No 7315 of 1998). The expression "appropriate", of
230999 T6/JB M/T COA235/99
course, is very wide and certainly leaves the matter to
the almost unfettered discretion of the tribunal that is

asked to consider a stay.

It may be noticed, however, that in that case there was a
reference to a decision of the Court of Appeal in New
South Wales in Alexander v. Cambridge Credit Corporation
(1985)
2 New South Wales Law Reports 685 in which some attention
was given to the relevance of insurance as regards the
defendant in that case. I gather that that is so in this,
so that the remarks that were identified there may be of

equal application to the present case.

It was said there that it was not at all unusual for
conditions to be imposed for the payment of part of a
verdict pending appeal in the knowledge that this part
will be paid by the insurer of the defendant. It is right
to add that the Court said that such orders are not
normally made where liability is seriously in dispute as
between the parties or where liability to indemnify is

disputed by the insurer.

The question of liability in the present appeal is one on
which I have already made comments which I need not
repeat; but, although it is not the function of the judge
on an application like this to pass, as it were, a
premature judgment or prediction about the outcome of the
appeal, it does not seem to me that this is in the
230999 T6/JB M/T COA235/99
category of appeals of which one can say that it has good
chances of success.

The other factor which naturally operates on my mind is that the plaintiff is elderly, and he has less time left in this life than perhaps many other persons of that age.
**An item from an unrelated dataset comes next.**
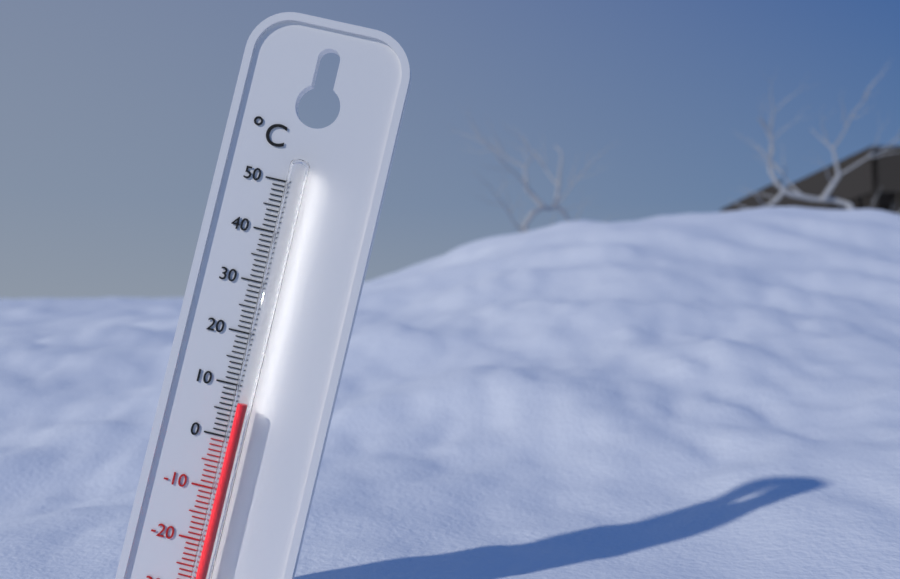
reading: 7 °C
He should not have to wait out his remaining time on

earth before he receives compensation for the injury done
at a date so relatively long ago now.

From what I understand to be the position in the Court of Appeal, the delay in hearing civil appeals, once they are set down, is of the order of 12 months and, as I have already said, there is a medical report which suggests that the plaintiff is a person with a relatively short life expectancy, measured in months or perhaps even only weeks.
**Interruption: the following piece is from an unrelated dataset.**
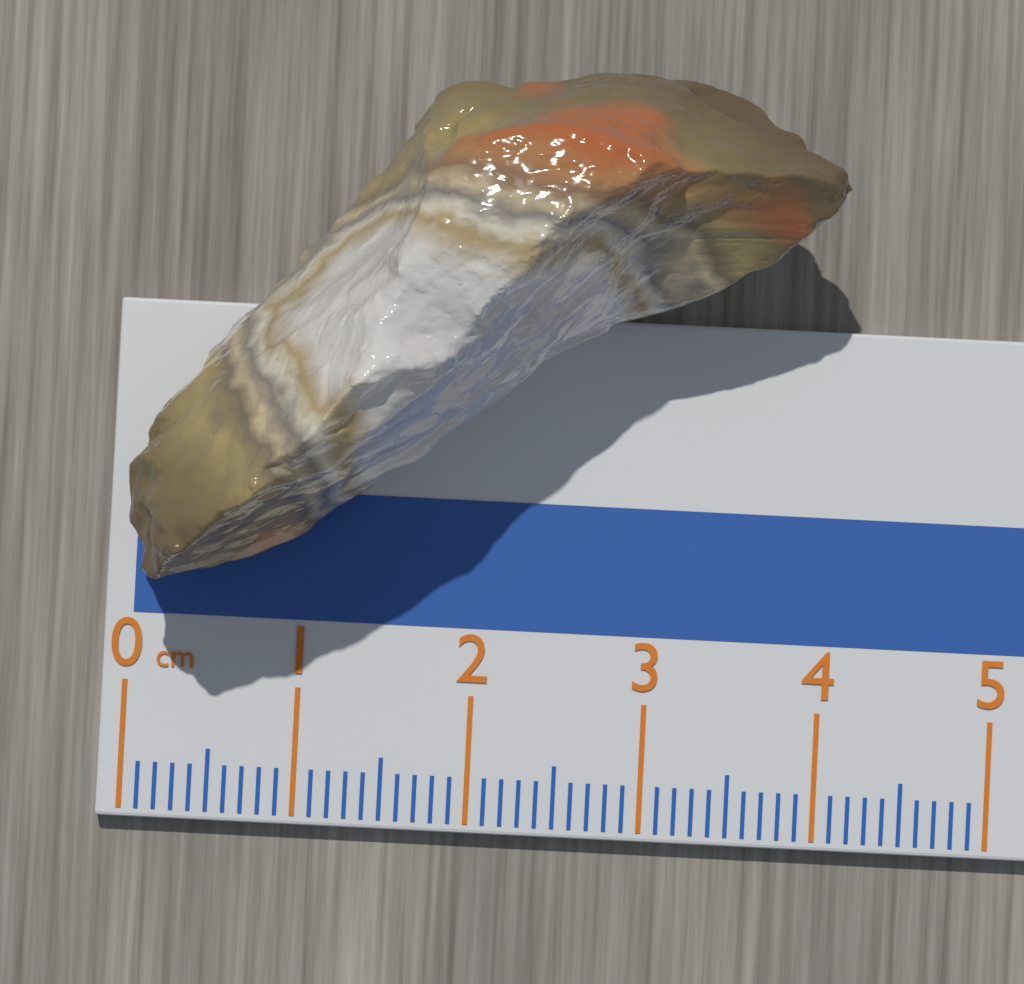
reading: 4.0 cm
That raises another factor to which Mr Hack, on behalf of
the plaintiff, addressed some remarks, that is to say that
it is obvious that a plaintiff, who is in the condition
that this unfortunate individual is presently suffering,
is not likely to be in a position to dissipate the money,
even if he receives it, in a very short time. He has
neither the ability nor, I suppose, the motive to spend it
on pursuits of the kind that many younger and fitter men

might be induced to indulge in.

In the end, the evidence is not sufficient to persuade me
230999 T6/JB M/T COA235/99
that the applicant is entitled to a stay in a case like
this. As a matter of caution, however, and bearing in
mind the fact that some $27,000 or so will have to be
repaid to the State health system, it seems to me that
sufficient justice would be done to parties on both sides
if I ordered a stay of enforcement of the judgment except
as to an amount of $30,000.

I think, too, that in case - and I consider the possibility most unlikely - some further evidence becomes available to the defendant which might persuade me or another Judge to take a different view of the matter in the future, it would be right to adjourn the application which is now before me to a date to be fixed.

I think, too, that the recent practice of the Court suggests that perhaps unless the application is dismissed outright, the appropriate order in these cases is one that leaves the costs to be costs in the appeal.

Those statements of the orders I am prepared to make are
in general form and, if counsel care to do so, they may
prefer to reduce those general forms of order to something
more formal which I can initial or sign in due course.

Liberty is granted to each party to apply.